Maepha

Dictionary of Greek and Roman Geography

MAEPHA(Μαίφα μητρόπολις), an inland city of Arabia Felix, placed by Ptolemy in long. 83° 15′, lat. 15°, the capital, no doubt, of the Maphoritae, whom he places above the Homeritae and Adramitae of the southern coast. [MAPHORITAE] The situation of this tribe is still marked by the wide and very fruitful Wady Mayfah, in the midst of which the very extensive village named Mayfah, situated at the eastern base of the Hummarees,perhaps marks the site of the Maepha metropolis. Mr. Forster, however, identifies it with the ruined site of Nakab-el-Hajar, discovered and described by Lieut. Wellstead in 1834, the situation of which is thus stated by that officer:— Nakab-el-Hajaris situated north-west, and is distant forty-eight miles from the village of ‘Ain[on the coast], which is marked on the chart in latitude 14° 2′ north, and longitude 46° 30′ east, nearly.It stands in the centre of the Wady Meifah, nearly 20 miles north of the village of that name, and was evidently a place of considerable importance in ancient times. The inscription over the gateway, in the ancient Arabic character, commonly known as the Hadraumatic, would doubtless throw light on the history of this castle; and it is curious that while the attempted decipherments of Professor Roediger and Mr. Charles Forster have so little in common, both would agree in identifying it with Maepha; for while the former discovers the name Mêfa twice in the first line of the inscription, the latter, who pronounces that this name has no existence in the inscription,compensates for this disappointment by discovering a list of proper names, which serve to connect it with several historical personages, among whom are an Arabian patriarch, Mohâreb, son of Koreish, belonging to a period certainly prior to the Christian era;and Charibaël, that king of the Homerites and Sabaeans celebrated by Arrian ( Periplus Maris Eryth. pp. 13, 14, apudHudson Geographici Minores), whose alliance in the reign of Claudius was assiduously courted by the Romans. The inscription further mentions many of the buildings described by Lieut. Wellstead.(Forster, vol. ii. pp. 193—204, 383—393.)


- About this task
Copy each line in the data below that contains the word "Primary".

Figure record listings:
-------------------------

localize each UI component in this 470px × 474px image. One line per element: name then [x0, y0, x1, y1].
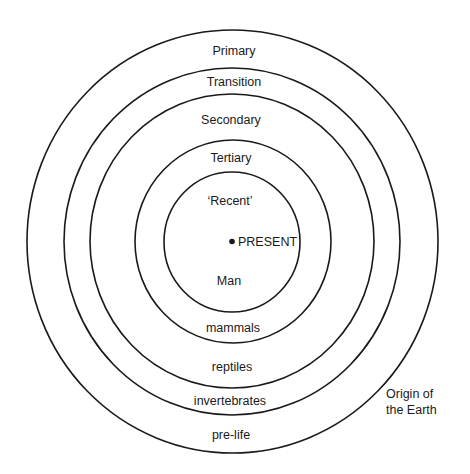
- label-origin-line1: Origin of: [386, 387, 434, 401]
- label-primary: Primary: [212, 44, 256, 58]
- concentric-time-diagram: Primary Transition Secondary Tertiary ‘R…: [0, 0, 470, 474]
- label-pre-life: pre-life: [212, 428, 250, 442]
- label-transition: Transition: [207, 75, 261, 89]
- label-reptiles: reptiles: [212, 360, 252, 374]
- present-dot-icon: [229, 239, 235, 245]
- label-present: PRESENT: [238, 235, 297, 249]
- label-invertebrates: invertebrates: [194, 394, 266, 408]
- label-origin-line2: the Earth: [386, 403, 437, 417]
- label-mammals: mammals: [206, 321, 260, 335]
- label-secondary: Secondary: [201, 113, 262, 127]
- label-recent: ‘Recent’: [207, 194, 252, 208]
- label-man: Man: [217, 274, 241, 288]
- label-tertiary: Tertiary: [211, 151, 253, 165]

-------------------------

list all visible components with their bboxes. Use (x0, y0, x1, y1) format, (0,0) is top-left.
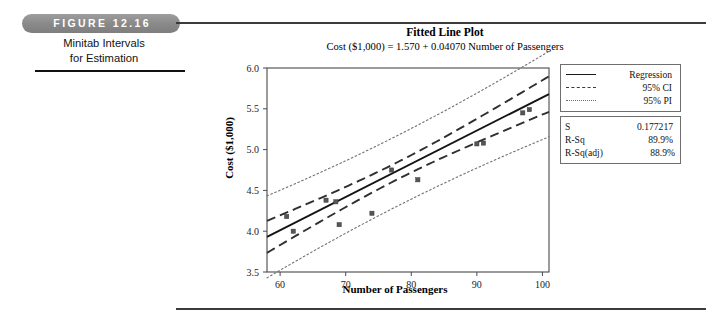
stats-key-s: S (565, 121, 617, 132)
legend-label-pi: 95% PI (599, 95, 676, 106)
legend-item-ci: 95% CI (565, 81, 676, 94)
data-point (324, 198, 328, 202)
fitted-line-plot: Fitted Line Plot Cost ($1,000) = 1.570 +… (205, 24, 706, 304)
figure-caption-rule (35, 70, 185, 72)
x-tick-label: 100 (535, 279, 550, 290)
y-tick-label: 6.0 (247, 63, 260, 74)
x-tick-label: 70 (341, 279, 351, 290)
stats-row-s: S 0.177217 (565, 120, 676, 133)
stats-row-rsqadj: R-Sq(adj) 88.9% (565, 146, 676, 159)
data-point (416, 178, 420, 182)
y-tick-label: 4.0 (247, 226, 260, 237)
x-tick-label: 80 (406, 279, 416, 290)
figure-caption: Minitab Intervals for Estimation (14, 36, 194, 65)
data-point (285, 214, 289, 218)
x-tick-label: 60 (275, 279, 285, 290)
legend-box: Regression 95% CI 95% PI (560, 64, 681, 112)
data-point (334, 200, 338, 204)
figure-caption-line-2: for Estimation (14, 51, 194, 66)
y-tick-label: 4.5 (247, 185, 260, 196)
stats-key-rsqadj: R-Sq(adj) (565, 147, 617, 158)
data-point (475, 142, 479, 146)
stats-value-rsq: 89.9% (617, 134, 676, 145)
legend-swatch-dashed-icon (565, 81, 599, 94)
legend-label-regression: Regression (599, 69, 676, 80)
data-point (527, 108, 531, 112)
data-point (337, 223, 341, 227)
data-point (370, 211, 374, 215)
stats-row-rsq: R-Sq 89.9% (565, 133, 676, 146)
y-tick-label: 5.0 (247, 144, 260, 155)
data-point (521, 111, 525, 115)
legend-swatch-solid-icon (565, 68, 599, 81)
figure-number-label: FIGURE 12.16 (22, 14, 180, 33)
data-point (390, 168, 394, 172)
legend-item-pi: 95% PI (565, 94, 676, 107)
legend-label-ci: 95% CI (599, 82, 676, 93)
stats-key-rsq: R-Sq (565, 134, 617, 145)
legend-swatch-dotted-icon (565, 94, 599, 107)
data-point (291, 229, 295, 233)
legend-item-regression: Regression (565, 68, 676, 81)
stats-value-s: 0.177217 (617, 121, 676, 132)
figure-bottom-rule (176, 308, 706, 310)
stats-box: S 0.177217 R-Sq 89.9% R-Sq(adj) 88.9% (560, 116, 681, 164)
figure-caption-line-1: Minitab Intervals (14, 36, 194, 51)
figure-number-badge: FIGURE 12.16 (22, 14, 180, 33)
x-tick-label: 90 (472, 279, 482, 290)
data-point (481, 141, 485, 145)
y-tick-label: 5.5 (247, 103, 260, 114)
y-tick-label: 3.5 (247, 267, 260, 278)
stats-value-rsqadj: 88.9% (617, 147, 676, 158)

-------------------------

- Solution to this exercise
- label-primary: Primary: [212, 44, 256, 58]
- concentric-time-diagram: Primary Transition Secondary Tertiary ‘R…: [0, 0, 470, 474]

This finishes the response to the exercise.